SoftNAS provides additional layers of data protection atop cloud block and object storage, including storage snapshots, checksum data integrity verification on each data block, block replication to other nodes for high availability, and file replication to a disaster recovery node. But even storage snapshots rely upon the underlying cloud storage block and object storage, which can and does fail occasionally.

These cloud-native storage systems tout anywhere from 99.9% up to 11 nines of data durability. What does this really mean? It means there’s a non-zero probability that your data could be lost – it’s never 100%. So, when things do go wrong, you’d do best to have at least one viable backup copy. Otherwise, in addition to recovering from the data loss event, you risk losing your job too.

Why Companies Must Have a Data Backup

Let me illustrate this through an in-house experience.

In 2013, when SoftNAS was a fledgling startup, we had to make every dollar count and it was hard to justify paying for backup software or the storage it requires.

Back then, we ran QuickBooks for accounting. We also had a build server running Jenkins (still do), domain controllers, and many other development and test VMs running atop of VMware in our R&D lab. However, it was going to cost about $10,000 to license Veeam’s backup software and it just wasn’t a high enough priority to allocate the funds, so we skimped on our backups. Then, over one weekend, we upgraded our VSAN cluster.

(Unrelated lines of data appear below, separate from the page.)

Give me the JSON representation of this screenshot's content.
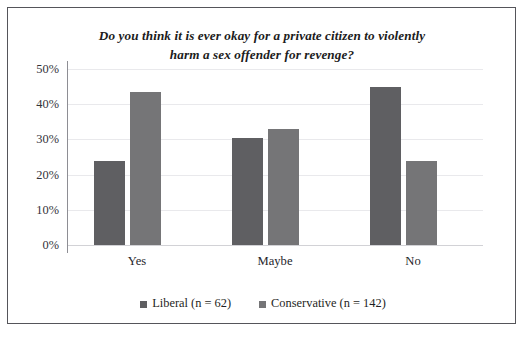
{
  "chart_data": {
    "type": "bar",
    "title": "Do you think it is ever okay for a private citizen to violently harm a sex offender for revenge?",
    "title_line1": "Do you think it is ever okay for a private citizen to violently",
    "title_line2": "harm a sex offender for revenge?",
    "xlabel": "",
    "ylabel": "",
    "categories": [
      "Yes",
      "Maybe",
      "No"
    ],
    "series": [
      {
        "name": "Liberal (n = 62)",
        "values": [
          24,
          30.5,
          45
        ],
        "color": "#5f5f62"
      },
      {
        "name": "Conservative (n = 142)",
        "values": [
          43.5,
          33,
          24
        ],
        "color": "#757577"
      }
    ],
    "ylim": [
      0,
      50
    ],
    "ytick_values": [
      50,
      40,
      30,
      20,
      10,
      0
    ],
    "ytick_labels": [
      "50%",
      "40%",
      "30%",
      "20%",
      "10%",
      "0%"
    ],
    "grid": true,
    "legend_position": "bottom",
    "frame_color": "#55555a",
    "background": "#ffffff"
  },
  "legend": {
    "items": [
      {
        "label": "Liberal (n = 62)"
      },
      {
        "label": "Conservative (n = 142)"
      }
    ]
  },
  "axis": {
    "ticks": [
      {
        "label": "50%"
      },
      {
        "label": "40%"
      },
      {
        "label": "30%"
      },
      {
        "label": "20%"
      },
      {
        "label": "10%"
      },
      {
        "label": "0%"
      }
    ]
  },
  "categories": [
    {
      "label": "Yes"
    },
    {
      "label": "Maybe"
    },
    {
      "label": "No"
    }
  ]
}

Unfortunately, something went awry and we lost the entire VSAN cluster along with all our VMs and data. In addition, our makeshift backup strategy had not been working as expected and we hadn’t been paying close attention to it, so, in effect, we had no backup.

I describe the way we felt at the time as the “downtime tunnel”. It’s when your vision narrows and all you can see is the hole that you’re trying to dig yourself out of, and you’re overcome by the dread of having to give hourly updates to your boss, and their boss. It’s not a position you want to be in.

This is how we scrambled out of that hole. Fortunately, our accountant had a copy of the QuickBooks file, albeit one that was about 5 months old. And thankfully we still had an old-fashioned hardware-based Windows domain controller. So we didn’t lose our Windows domain. We had to painstakingly recreate our entire lab environment, along with rebuilding a new QuickBooks file by entering all the past 5 months of transactions and recreating our Jenkins build server. After many weeks of painstaking recovery, we managed to put Humpty Dumpty back together again.

Lessons from Our Data Loss

We learned the hard way that proper data backups are much less expensive than the alternatives. The week after the data loss occurred, I placed the order for Veeam Backup and Recovery. Our R&D lab has been fully backed up since that day. Our Jenkins build server is now also versioned and safely tucked away in a Git repository so it’s quickly recoverable.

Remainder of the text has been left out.